Sun addresses HP's nines

Sun Microsystems has launched a high-availability programme in an attempt to take on Hewlett Packard's 'five nines: five minutes' initiative, which was introduced more than a year ago.

As a result, Sun has come up with a set of products, services and partnerships, dubbed Sunup, in an effort to deliver high-availability capabilities to enterprises with essential applications.

Sunup will measure uptime levels at customer sites that will include education and consulting services to help users develop high-availability skills in-house.

The hardware supplier also plans to install software on users' systems to monitor availability and will use this data to calculate Sun employee compensation schemes.

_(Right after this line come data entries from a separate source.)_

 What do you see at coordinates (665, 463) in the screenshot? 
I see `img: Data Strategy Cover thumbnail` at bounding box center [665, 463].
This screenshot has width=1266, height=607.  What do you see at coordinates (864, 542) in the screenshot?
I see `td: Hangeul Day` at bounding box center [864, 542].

It has also integrated its Symon software, which manages Sun servers, with such systems management software as Computer Associates' Unicenter, IBM's Tivoli, BMC Software's products and Halcyon.

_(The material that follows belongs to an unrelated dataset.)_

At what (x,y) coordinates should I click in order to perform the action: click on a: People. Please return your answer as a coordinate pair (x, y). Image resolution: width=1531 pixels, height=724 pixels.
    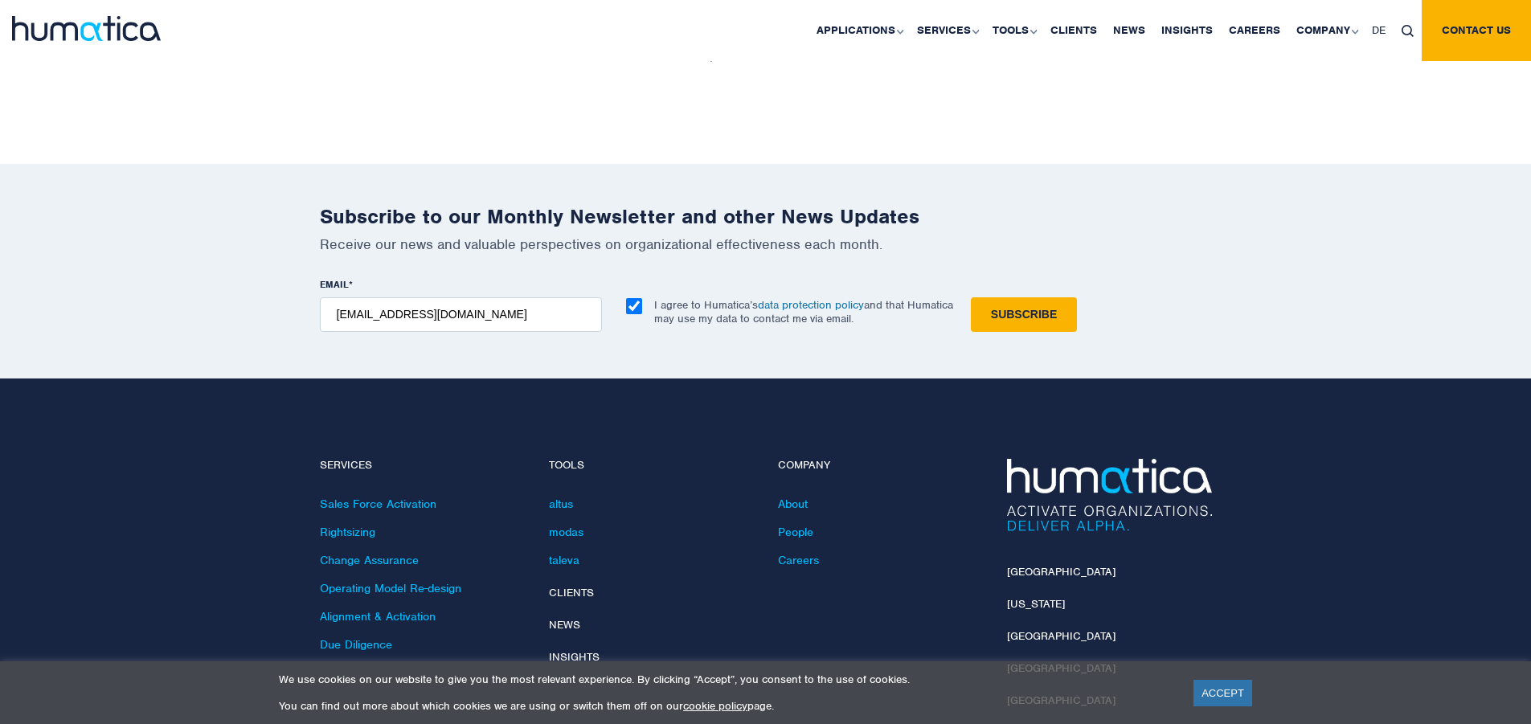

Andy Ingram, director of marketing at Sun's enterprise server products group, said: 'Availability is not just a matter of the number of nines. Some 80 per cent of downtime is due to process and people issues - only 20 per cent is due to products.'

He claimed that the Sunup programme addressed all these issues, and maintained that a Sun standalone server could already deliver the same level of availability as an HP cluster. He added that Sun can guarantee up to 99.95 of uptime on a single Sun Enterprise 10000 system and up to 99.975 on clustered Enterprise 10000 systems.

Hewlett Packard was unavailable to comment.